Thought Leadership
May 7, 2026

Books without Barriers

Books without Barriers
# Ally
# Accessibility

A Disability History of the United States

Katie Grennell, PhD.
Katie Grennell, PhD.
Books without Barriers

Books without Barriers: A Disability History of the United States

This post is the second installment in the Books Without Barriers blog series, which highlights texts that deepen our understanding of access, equity, and the lived experiences of disabled people. While the first post set the stage for reclaiming the meaning of disability, this entry turns to a foundational text in disability history: Kim E. Nielsen’s A Disability History of the United States.

Image description: Book cover of A Disability History of the United States by Kim E. Nielsen, with the title centered on a beige background. Surrounding the title are historical and contemporary images of disabled people, including portraits, a protest scene, and archival photographs.
As a history instructor and academic, I would be remiss if I skipped over the importance of historical context in conversations about accessibility and inclusion. History is not just background, it shapes the systems, assumptions, and inequities we navigate today. The ways disability has been defined, treated, and politicized over time continue to inform everything from public policy to cultural attitudes. If we want to understand the present, and more importantly, work toward a more accessible future, we have to grapple with the past. Nielsen’s book provides that essential context by placing disability at the center of U.S. history rather than in the margins.
A Disability History of the United States traces how disability has been defined and traced from pre-colonial America to the present. Nielsen shows that Indigenous communities often took more relational approaches to disability, while European colonization introduced stricter ideas about productivity and bodily “fitness.”
As the U.S. industrialized, disability became increasingly tied to labor and economic value. Those who did not meet norms of productivity were often institutionalized or excluded. Disability was also used to reinforce other systems of inequality, demonstrating how ableism intersects with racism, sexism, and immigration restriction to produce layered forms of exclusion.
The early 20th century saw the rise of eugenics and forced sterilization, disproportionately targeting disabled people. But Nielsen also emphasizes resistance, particularly in the mid-to-late 20th century, when disabled activists pushed for rights, accessibility, and inclusion, leading to major legislation like the Rehabilitation Act of 1973 and the Americans with Disabilities Act in 1990.
Like most history, the history Nielsen presents in her text is dark and difficult to stomach. From the Ugly Laws to the eugenics movement and forced sterilization, these are not distant or abstract harms. But we cannot turn away from that discomfort. These histories have directly shaped how disability is understood, perceived, and addressed in the United States, influencing everything from cultural attitudes to legislation and public policy. There’s no dismantling these barriers without first confronting the history that built them.
For a series like Books Without Barriers, this text is foundational. It reminds us that the barriers we work to dismantle today are historically constructed, and that history will keep repeating these harms unless we consciously and collectively decide to disrupt them.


Task description: Would you output the whole of the data exactly?

■ ■ ■ ■

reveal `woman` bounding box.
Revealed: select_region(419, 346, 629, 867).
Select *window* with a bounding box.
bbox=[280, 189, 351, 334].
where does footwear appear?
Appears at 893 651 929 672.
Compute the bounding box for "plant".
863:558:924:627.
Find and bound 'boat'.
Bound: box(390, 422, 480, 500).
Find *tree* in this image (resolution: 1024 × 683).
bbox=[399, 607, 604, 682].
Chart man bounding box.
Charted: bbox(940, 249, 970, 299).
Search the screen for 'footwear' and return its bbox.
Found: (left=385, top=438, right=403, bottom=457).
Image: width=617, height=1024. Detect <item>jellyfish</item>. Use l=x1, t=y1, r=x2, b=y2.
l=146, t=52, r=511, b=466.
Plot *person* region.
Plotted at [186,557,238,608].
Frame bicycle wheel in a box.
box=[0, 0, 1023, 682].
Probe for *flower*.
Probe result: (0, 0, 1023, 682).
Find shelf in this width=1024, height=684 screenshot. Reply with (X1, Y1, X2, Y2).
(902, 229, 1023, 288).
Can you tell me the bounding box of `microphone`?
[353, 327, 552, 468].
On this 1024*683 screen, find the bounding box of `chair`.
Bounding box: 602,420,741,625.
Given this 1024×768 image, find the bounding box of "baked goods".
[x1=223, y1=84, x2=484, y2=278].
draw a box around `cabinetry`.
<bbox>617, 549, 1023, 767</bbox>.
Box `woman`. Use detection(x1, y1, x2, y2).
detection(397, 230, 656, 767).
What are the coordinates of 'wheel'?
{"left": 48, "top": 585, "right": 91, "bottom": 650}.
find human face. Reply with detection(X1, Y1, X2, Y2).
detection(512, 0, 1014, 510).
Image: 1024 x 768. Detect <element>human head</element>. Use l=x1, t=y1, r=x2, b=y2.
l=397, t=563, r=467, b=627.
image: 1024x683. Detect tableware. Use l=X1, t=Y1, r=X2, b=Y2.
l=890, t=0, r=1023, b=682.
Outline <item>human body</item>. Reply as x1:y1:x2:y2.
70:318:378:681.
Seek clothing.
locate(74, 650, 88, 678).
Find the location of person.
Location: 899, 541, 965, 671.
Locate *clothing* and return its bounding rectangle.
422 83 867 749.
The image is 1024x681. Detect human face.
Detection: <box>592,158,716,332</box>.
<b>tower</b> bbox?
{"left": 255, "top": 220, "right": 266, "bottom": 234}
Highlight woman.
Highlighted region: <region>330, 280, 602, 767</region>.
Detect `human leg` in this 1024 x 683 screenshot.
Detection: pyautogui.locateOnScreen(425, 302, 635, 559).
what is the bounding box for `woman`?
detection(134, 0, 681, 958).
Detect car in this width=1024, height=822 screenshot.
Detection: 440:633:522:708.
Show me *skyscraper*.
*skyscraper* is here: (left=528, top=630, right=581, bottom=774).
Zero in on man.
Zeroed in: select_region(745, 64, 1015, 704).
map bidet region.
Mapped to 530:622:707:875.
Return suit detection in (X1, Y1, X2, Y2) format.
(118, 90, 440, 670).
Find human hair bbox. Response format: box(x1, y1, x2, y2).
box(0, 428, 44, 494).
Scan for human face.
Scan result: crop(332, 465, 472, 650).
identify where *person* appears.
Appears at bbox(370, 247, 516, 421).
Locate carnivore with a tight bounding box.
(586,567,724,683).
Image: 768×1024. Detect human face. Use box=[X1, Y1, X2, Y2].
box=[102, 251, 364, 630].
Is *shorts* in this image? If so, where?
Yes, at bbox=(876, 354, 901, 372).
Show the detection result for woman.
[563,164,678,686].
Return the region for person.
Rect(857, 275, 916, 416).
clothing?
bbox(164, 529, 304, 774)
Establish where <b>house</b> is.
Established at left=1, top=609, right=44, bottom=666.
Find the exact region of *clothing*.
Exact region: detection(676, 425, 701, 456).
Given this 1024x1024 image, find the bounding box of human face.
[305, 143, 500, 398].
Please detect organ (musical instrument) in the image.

■ ■ ■ ■

Output for this exercise:
reveal `woman` bounding box.
Revealed: select_region(419, 346, 629, 867).
Select *window* with a bounding box.
bbox=[280, 189, 351, 334].
where does footwear appear?
Appears at 893 651 929 672.
Compute the bounding box for "plant".
863:558:924:627.
Find and bound 'boat'.
Bound: box(390, 422, 480, 500).
Find *tree* in this image (resolution: 1024 × 683).
bbox=[399, 607, 604, 682].
Chart man bounding box.
Charted: bbox(940, 249, 970, 299).
Search the screen for 'footwear' and return its bbox.
Found: (left=385, top=438, right=403, bottom=457).
Image: width=617, height=1024. Detect <item>jellyfish</item>. Use l=x1, t=y1, r=x2, b=y2.
l=146, t=52, r=511, b=466.
Plot *person* region.
Plotted at [186,557,238,608].
Frame bicycle wheel in a box.
box=[0, 0, 1023, 682].
Probe for *flower*.
Probe result: (0, 0, 1023, 682).
Find shelf in this width=1024, height=684 screenshot. Reply with (X1, Y1, X2, Y2).
(902, 229, 1023, 288).
Can you tell me the bounding box of `microphone`?
[353, 327, 552, 468].
On this 1024*683 screen, find the bounding box of `chair`.
Bounding box: 602,420,741,625.
Given this 1024×768 image, find the bounding box of "baked goods".
[x1=223, y1=84, x2=484, y2=278].
draw a box around `cabinetry`.
<bbox>617, 549, 1023, 767</bbox>.
Box `woman`. Use detection(x1, y1, x2, y2).
detection(397, 230, 656, 767).
What are the coordinates of 'wheel'?
{"left": 48, "top": 585, "right": 91, "bottom": 650}.
find human face. Reply with detection(X1, Y1, X2, Y2).
detection(512, 0, 1014, 510).
Image: 1024 x 768. Detect <element>human head</element>. Use l=x1, t=y1, r=x2, b=y2.
l=397, t=563, r=467, b=627.
image: 1024x683. Detect tableware. Use l=X1, t=Y1, r=X2, b=Y2.
l=890, t=0, r=1023, b=682.
Outline <item>human body</item>. Reply as x1:y1:x2:y2.
70:318:378:681.
Seek clothing.
locate(74, 650, 88, 678).
Find the location of person.
Location: 899, 541, 965, 671.
Locate *clothing* and return its bounding rectangle.
422 83 867 749.
The image is 1024x681. Detect human face.
Detection: <box>592,158,716,332</box>.
<b>tower</b> bbox?
{"left": 255, "top": 220, "right": 266, "bottom": 234}
Highlight woman.
Highlighted region: <region>330, 280, 602, 767</region>.
Detect `human leg` in this 1024 x 683 screenshot.
Detection: pyautogui.locateOnScreen(425, 302, 635, 559).
what is the bounding box for `woman`?
detection(134, 0, 681, 958).
Detect car in this width=1024, height=822 screenshot.
Detection: 440:633:522:708.
Show me *skyscraper*.
*skyscraper* is here: (left=528, top=630, right=581, bottom=774).
Zero in on man.
Zeroed in: select_region(745, 64, 1015, 704).
map bidet region.
Mapped to 530:622:707:875.
Return suit detection in (X1, Y1, X2, Y2) format.
(118, 90, 440, 670).
Find human hair bbox. Response format: box(x1, y1, x2, y2).
box(0, 428, 44, 494).
Scan for human face.
Scan result: crop(332, 465, 472, 650).
identify where *person* appears.
Appears at bbox(370, 247, 516, 421).
Locate carnivore with a tight bounding box.
(586,567,724,683).
Image: 768×1024. Detect human face. Use box=[X1, Y1, X2, Y2].
box=[102, 251, 364, 630].
Is *shorts* in this image? If so, where?
Yes, at bbox=(876, 354, 901, 372).
Show the detection result for woman.
[563,164,678,686].
Return the region for person.
Rect(857, 275, 916, 416).
clothing?
bbox(164, 529, 304, 774)
Establish where <b>house</b> is.
Established at left=1, top=609, right=44, bottom=666.
Find the exact region of *clothing*.
Exact region: detection(676, 425, 701, 456).
Given this 1024x1024 image, find the bounding box of human face.
[305, 143, 500, 398].
Please detect organ (musical instrument) in the image.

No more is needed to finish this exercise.